It’s a simple plan…

    • Lost_My_Mind@lemmy.world
      link
      fedilink
      arrow-up
      37
      arrow-down
      33
      ·
      2 months ago

      See, back in MY day, that kid would get his ass kicked. And the teacher would look the other way.

      Nowadays EVERYBODY in a fight gets suspended. Context doesn’t matter.

      Sorry whatever gen is after Z. Your generation is going to be full of assholes who all think they’re right, but 97% of them won’t be. It’s been a growing problem for 40 years ago. But at least you USED to punch the trouble makers in the mouth. Then they knew in the future to shut the fuck up.

      • johker216@lemmy.world
        link
        fedilink
        arrow-up
        66
        arrow-down
        7
        ·
        2 months ago

        Is this a pasta or are you just a sociopath that wore a trenchcoat in school? It’s hard to tell these days.

        • Lost_My_Mind@lemmy.world
          link
          fedilink
          arrow-up
          11
          arrow-down
          32
          ·
          2 months ago

          That’s just how it was in the 80s/90s. And it wasn’t like I’m saying I and I alone was dealing out justice to all those that pissed me off. I’m saying the reason teachers do this is SPECIFICALLY because of what I’m saying. The one kid does this annoying shit, and the whole classroom sends him home a bloody mess.
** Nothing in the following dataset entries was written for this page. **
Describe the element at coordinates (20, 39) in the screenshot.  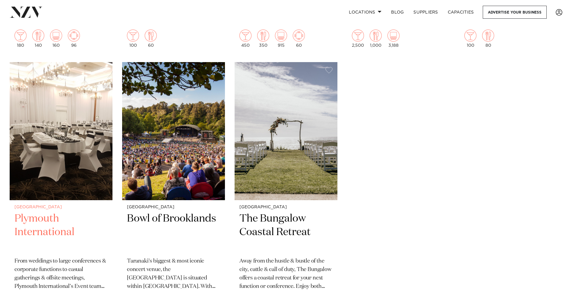
I see `div: 180` at that location.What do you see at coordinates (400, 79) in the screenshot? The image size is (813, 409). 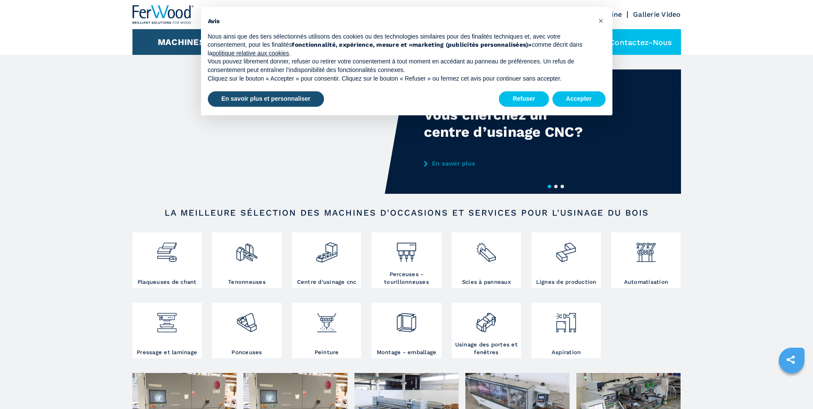 I see `p: Cliquez sur le bouton « Accepter » pour consentir. Cliquez sur le bouton « Refuser » ou fermez ce...` at bounding box center [400, 79].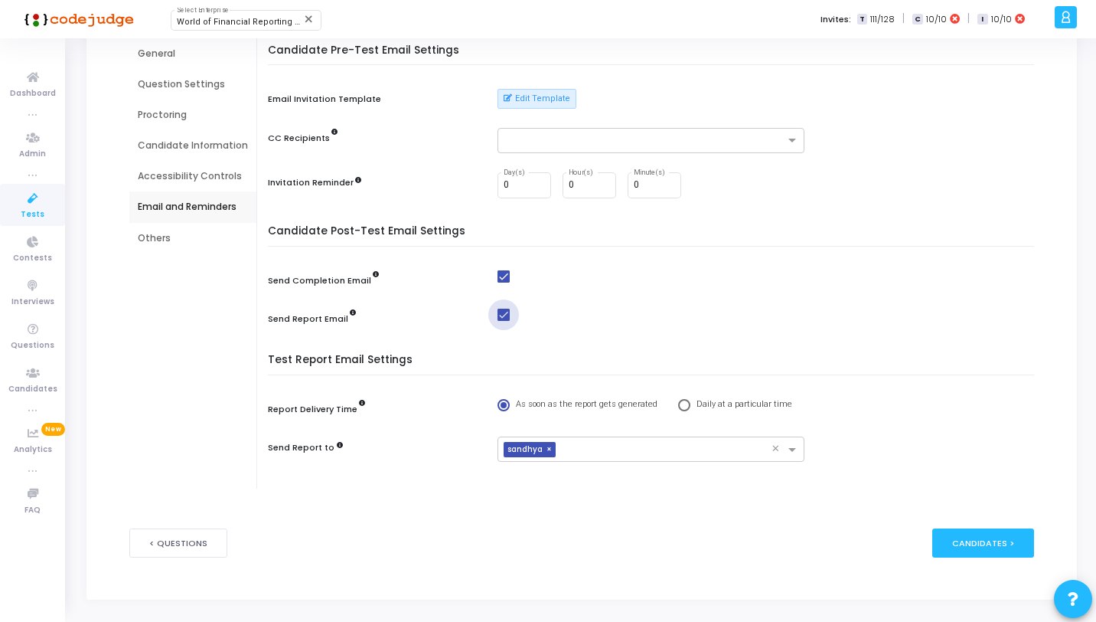  Describe the element at coordinates (302, 138) in the screenshot. I see `label: CC Recipients` at that location.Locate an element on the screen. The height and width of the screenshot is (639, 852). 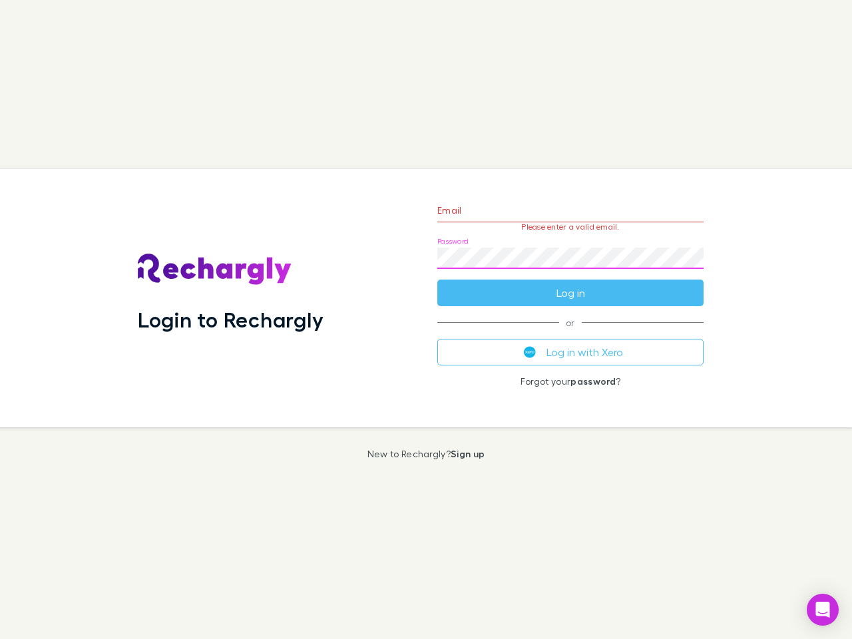
button: Log in with Xero is located at coordinates (571, 352).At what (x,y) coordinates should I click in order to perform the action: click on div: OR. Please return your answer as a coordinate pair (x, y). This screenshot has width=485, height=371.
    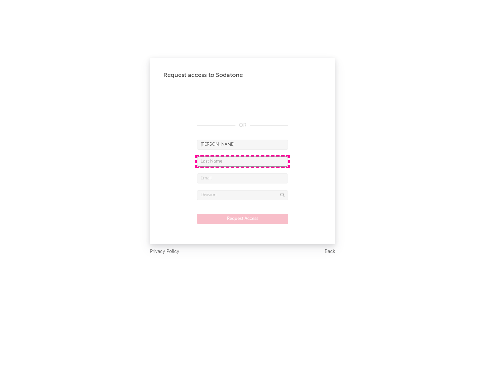
    Looking at the image, I should click on (243, 125).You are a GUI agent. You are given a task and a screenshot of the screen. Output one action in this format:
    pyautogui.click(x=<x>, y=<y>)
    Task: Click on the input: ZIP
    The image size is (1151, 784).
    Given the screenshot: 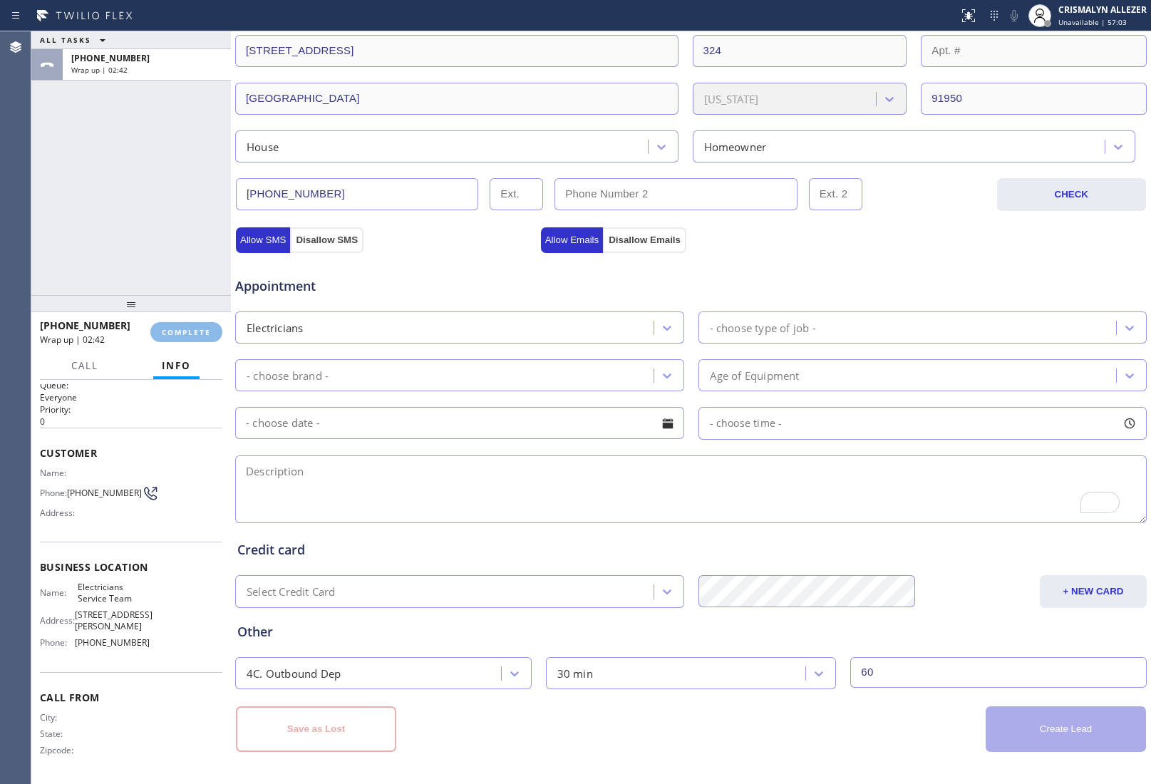 What is the action you would take?
    pyautogui.click(x=1033, y=98)
    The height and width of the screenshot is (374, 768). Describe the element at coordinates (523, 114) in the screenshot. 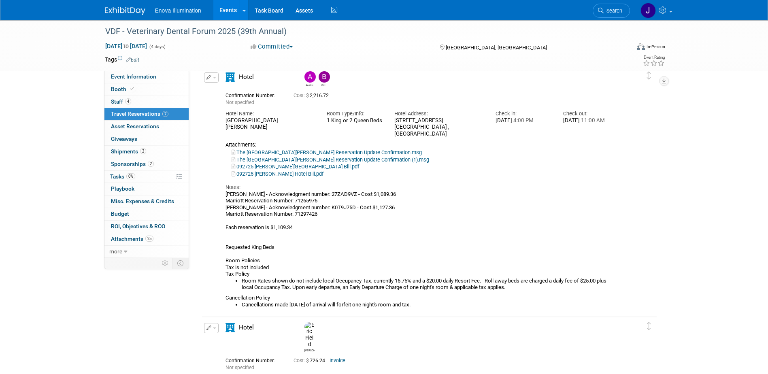

I see `div: Check-in:` at that location.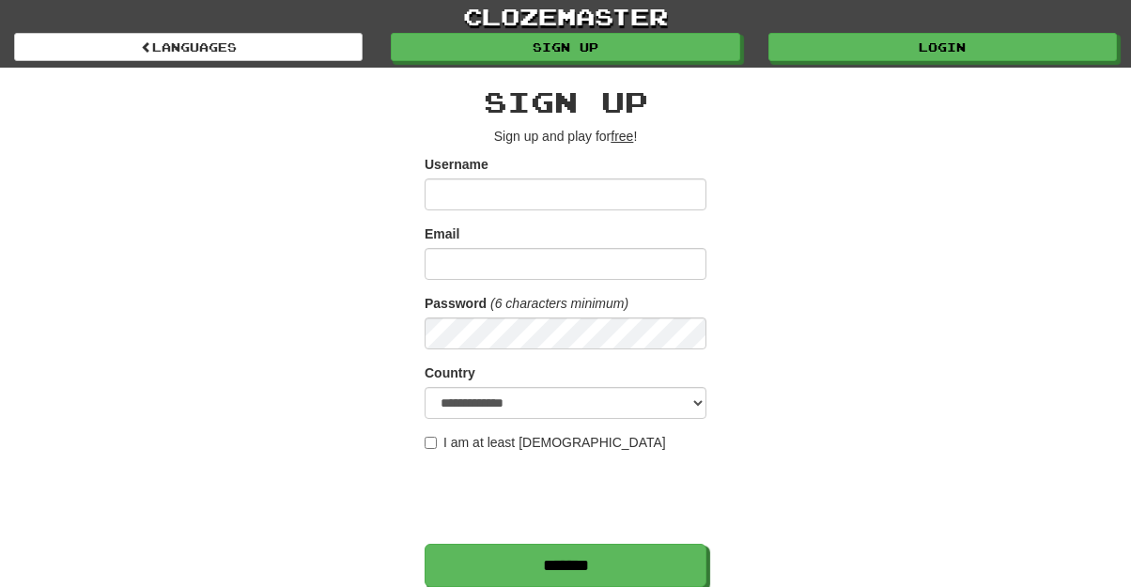  What do you see at coordinates (457, 164) in the screenshot?
I see `label: Username` at bounding box center [457, 164].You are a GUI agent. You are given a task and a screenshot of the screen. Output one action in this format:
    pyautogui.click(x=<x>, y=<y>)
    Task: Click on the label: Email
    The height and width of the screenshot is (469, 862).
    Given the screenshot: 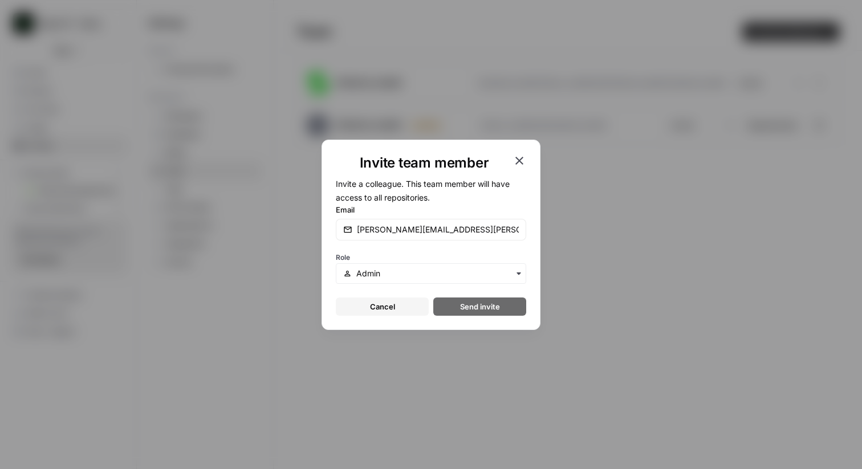 What is the action you would take?
    pyautogui.click(x=431, y=210)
And when he goes to complain to his mom, and his mom asks “What’d you do?” and he tells her, she punches him in the mouth and tells him to stop being a little shit at school, and the kids will stop beating his ass.

          • Lemminary@lemmy.world
            link
            fedilink
            arrow-up
            24
            ·
            edit-2
            2 months ago

            That second part is harsh but that’s how my grandparents treated my mother in the 60s. She and her siblings would get spanked if they made too much noise in a household of 8. I hope your parents didn’t treat you that way. I want to think some of those attitudes were dropped after the 80s.
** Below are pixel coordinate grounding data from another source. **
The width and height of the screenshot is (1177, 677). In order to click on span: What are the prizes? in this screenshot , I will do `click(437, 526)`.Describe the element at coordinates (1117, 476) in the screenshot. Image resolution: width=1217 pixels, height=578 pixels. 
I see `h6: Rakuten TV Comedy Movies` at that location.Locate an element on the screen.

            • Lost_My_Mind@lemmy.world
              link
              fedilink
              arrow-up
              7
              arrow-down
              1
              ·
              2 months ago

              My mom abandoned my dad, and thus me by assosiation, and my dad was so obsessed with asserting he has control of everyone and everything in his life, he usually just took everything out on me. Whether I had anything to do with it or not.

            • redwattlebird@lemmings.world
              link
              fedilink
              arrow-up
              3
              ·
              2 months ago

              Nope. Depends on the parent. I still got beat up in the 80s/90s for closing the door too loudly, hitting my brother, waking mum up from an afternoon nap etc. It stopped when I was 17 because I was big enough to hit back (though I never did).
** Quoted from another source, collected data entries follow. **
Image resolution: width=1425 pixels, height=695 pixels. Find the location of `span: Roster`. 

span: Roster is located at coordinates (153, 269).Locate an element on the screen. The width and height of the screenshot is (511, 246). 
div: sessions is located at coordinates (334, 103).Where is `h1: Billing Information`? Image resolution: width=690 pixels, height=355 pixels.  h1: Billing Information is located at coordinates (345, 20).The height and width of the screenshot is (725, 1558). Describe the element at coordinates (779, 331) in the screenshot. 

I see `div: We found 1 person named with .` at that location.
      • Doxatek@mander.xyz
        link
        fedilink
        arrow-up
        5
        arrow-down
        2
        ·
        2 months ago

        To be fair in my experience it was the troublemakers assaulting me. Children were not a righteous social police force that punished and rewarded specific behaviors.

        I feel like if you were the one “punching trouble makers in the mouth” you were probably also an asshole and it’s nice that you justify it to yourself this way I guess

      • nilloc@discuss.tchncs.de
        link
        fedilink
        English
        arrow-up
        2
        ·
        2 months ago

        In 1993-4 (8th grade) a jackass picked a fight with me once and tried to jump me while I was facing into my locker.

        I heard him and turned around to cover my face but had a pencil in my hand and ended up stabbing him in the eyebrow (luckily for us all, really).

        There was a teacher watching the whole thing, or else I would probably have been suspended with him. I spent an hour in the vice principal’s office and then went back to class. That bully never fucked with my again, but I’m not sure how it worked out for him in the long run.